Variance analysis is a common activity in planning and reporting.
Teams often compare Actuals against Budget, Forecast, or prior periods to understand what changed and where attention is needed.
Workday Adaptive Planning includes a variance analysis capability within Planning Agent that helps users identify and investigate significant variances directly from matrix reports.
In this article, we look at how variance analysis works in Planning Agent and what requirements must be met before it can be used.
What Is Variance Analysis in Planning Agent?
Variance analysis is part of the Data Exploration capability available through Ask Workday.
The feature is designed to help users identify significant variances, understand the drivers behind those variances, and explore contributing dimensions without manually drilling through large reports.
According to Workday documentation, the capability helps automate parts of the variance review process so users can spend more time understanding results and less time searching for them.
What Does It Do?
Variance analysis includes three primary actions.
Identify Variance
Planning Agent can automatically identify the largest variances in a report.
The system highlights the top variance cells and can also apply amount or percentage thresholds.
For example:
- Variance threshold greater than 100,000
- Variance threshold greater than 10%
When significant variances are found, account hierarchies can be expanded to expose contributing child accounts.
Analyze Variance
After a variance is identified, Planning Agent can analyze it further.
The analysis focuses on the dimensions that contribute most to the variance.
Examples may include:
- Department
- Product
- Level
The result includes a chart showing major contributors and a narrative summary describing the findings.
Break Down Variance
Users can continue investigating a variance by exploring additional dimensions.
Planning Agent orders dimensions based on their impact so users can review the most important contributors first.
The available dimensions depend on the data being analyzed.

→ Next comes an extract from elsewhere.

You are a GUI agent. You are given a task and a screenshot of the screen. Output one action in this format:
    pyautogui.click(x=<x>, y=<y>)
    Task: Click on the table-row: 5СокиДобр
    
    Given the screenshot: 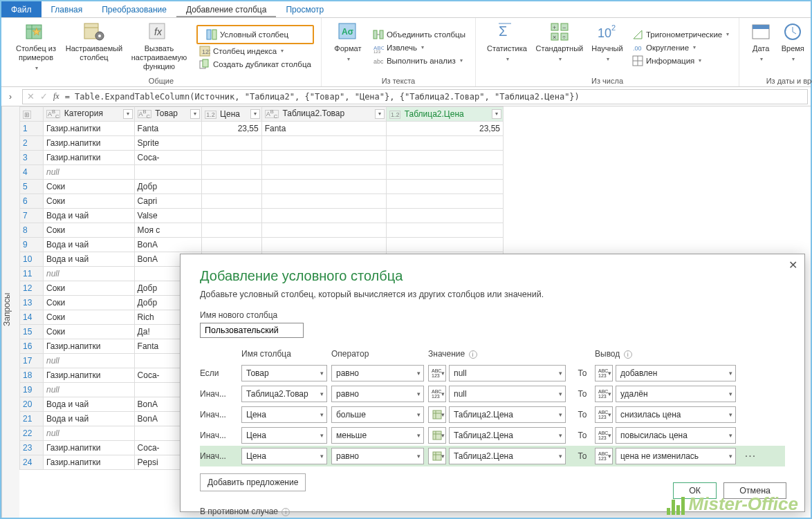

For example, revenue variances may be analyzed using customer and product dimensions, while expense variances may use vendor-related dimensions.
Requirements
Variance analysis requires a matrix report structure that includes:
- A Difference element
- Comparison between two individual versions
- A valid variance column
The feature supports:
- Levels
- Accounts
- Level attributes
- Account attributes
Current support is limited to single-period filters and single-value report parameters connected to filters.
What Is Ignored?
Workday documentation notes that variance analysis currently ignores:
- Custom calculation elements
- Subtotal calculation elements
- Display-As elements
- Split account detail rows
These items may still appear on the report, but they are not included in the variance analysis process.
How Users Access Variance Analysis
Users with the required Ask Workday permission can open a matrix report and launch Ask Workday.
Variance analysis can be started by:
- Selecting Identify Top Variances
- Selecting Analyze Variance
- Typing “analyze variance”
- Right-clicking a variance cell and selecting Analyze Variance
When multiple variance columns exist, Planning Agent analyzes the rightmost variance column by default unless a specific variance cell is selected.
Why It Matters
Large matrix reports often contain hundreds or thousands of rows.
Finding meaningful variances manually can take time.
Planning Agent helps narrow the focus by highlighting significant variances and identifying major contributors directly from the report context.
The feature does not replace financial review, but it provides another way to investigate differences between versions without building additional reports.
Variance analysis is one of the more practical Planning Agent capabilities available in Workday Adaptive Planning.
The feature helps identify significant variances, analyze key drivers, and explore contributing dimensions directly from matrix reports.
For organizations that regularly compare Actuals, Budget, and Forecast data, it provides an additional tool for investigating results within the reporting process.